I will argue that ontological revelation, if instantiated, provides the best epistemic status that religious beliefs could possibly enjoy, i.e., religious epistemic entitlement against naturalist reductions. More precisely, religious experience has been considered a source of evidence for religious beliefs in the same way that our ordinary perceptions provide evidence for beliefs about the physical world. Thus, cognizers with core religious experiences are entitled to reject naturalism in the same way that ordinary cognizers are entitled to reject skepticism.
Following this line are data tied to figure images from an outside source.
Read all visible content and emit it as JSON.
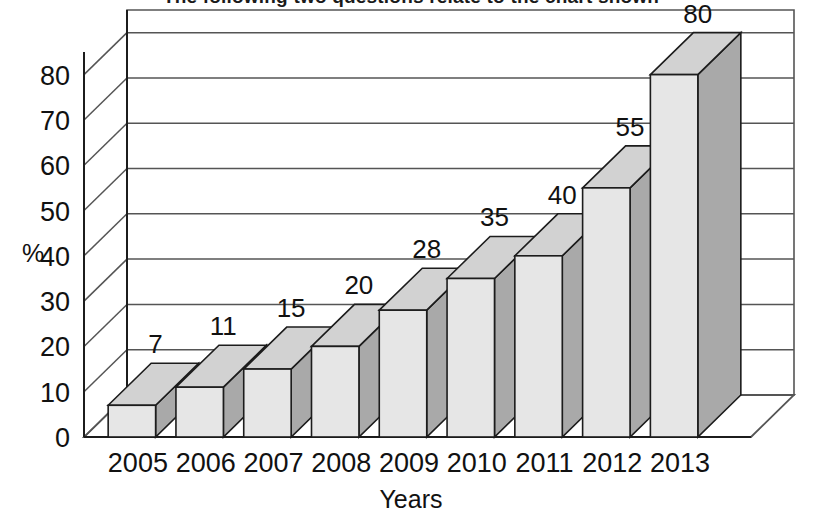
{
  "page": {
    "heading_partial": "The following two questions relate to the chart shown"
  },
  "chart_data": {
    "type": "bar",
    "title": "% of children owning a mobile phone",
    "xlabel": "Years",
    "ylabel": "%",
    "categories": [
      "2005",
      "2006",
      "2007",
      "2008",
      "2009",
      "2010",
      "2011",
      "2012",
      "2013"
    ],
    "values": [
      7,
      11,
      15,
      20,
      28,
      35,
      40,
      55,
      80
    ],
    "value_labels": [
      "7",
      "11",
      "15",
      "20",
      "28",
      "35",
      "40",
      "55",
      "80"
    ],
    "yticks": [
      0,
      10,
      20,
      30,
      40,
      50,
      60,
      70,
      80
    ],
    "ytick_labels": [
      "0",
      "10",
      "20",
      "30",
      "40",
      "50",
      "60",
      "70",
      "80"
    ],
    "ylim": [
      0,
      85
    ],
    "grid": true,
    "legend": "none",
    "style": "3d-column",
    "colors": {
      "bar_front": "#e6e6e6",
      "bar_side": "#a9a9a9",
      "bar_top": "#d2d2d2",
      "outline": "#1c1c1c",
      "gridline": "#555555",
      "wall": "#ffffff",
      "text": "#111111"
    }
  }
}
I will show how this analogy can be defended under optimal religious assumption, and why these assumptions cannot be adopted along this line unless we employ the concept of ontological revelation as the analysis of core religious experience.
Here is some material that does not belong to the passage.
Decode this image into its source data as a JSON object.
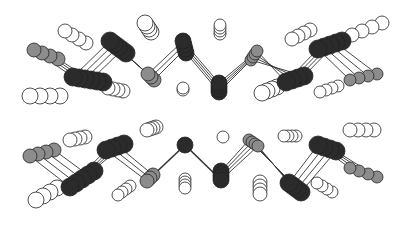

As ontological revelation draws an epistemic gap between recipients of the revelations and the rest of the cognizers, divinity is no longer absolutely transcendent. It only transcends our ordinary “pre-revelation” cognitions. This promises both a reconciliation between religious and scientific worldviews and a solution to the problem of religious diversity. There would be no genuinely conceivable incompatibility between science and religion because we can conceive two objects as incompatible only if we have cognitive access to both of them. However, we have no cognitive access to divinity in our pre-revelation discussions. Likewise, there is no genuinely conceivable conflict between different religious worldviews. The relation between God and Buddha, between the Holy Spirit and the Dao, cannot be meaningfully wondered unless we have access to them all. As a result of the epistemic gap, the distinction between humanity and divinity is much more significant between various divine entities as we could possibly conceive.

Introducing the concept of ontological revelation and recognizing the epistemic gap it draws also allows us to adopt a literal interpretation of religious doctrines. If God exists, or if the world of Buddha is real, then it naturally follows that we cannot yet cognitively access to such worlds and our epistemic status must be substantially different from the prophets who genuinely witnessed divinity. This explains why the purpose of religious doctrines is not to provide a set of propositions or arguments to occupy our intelligence, but to help us conduct spiritual lives with humanly accessible instructions. Moreover, that the basis of our religion can be epistemically established entails that faith is not void of rational ground, because it would have genuine religious justifications other than mere esthetic feelings or moral improvement that we benefit from religious educations.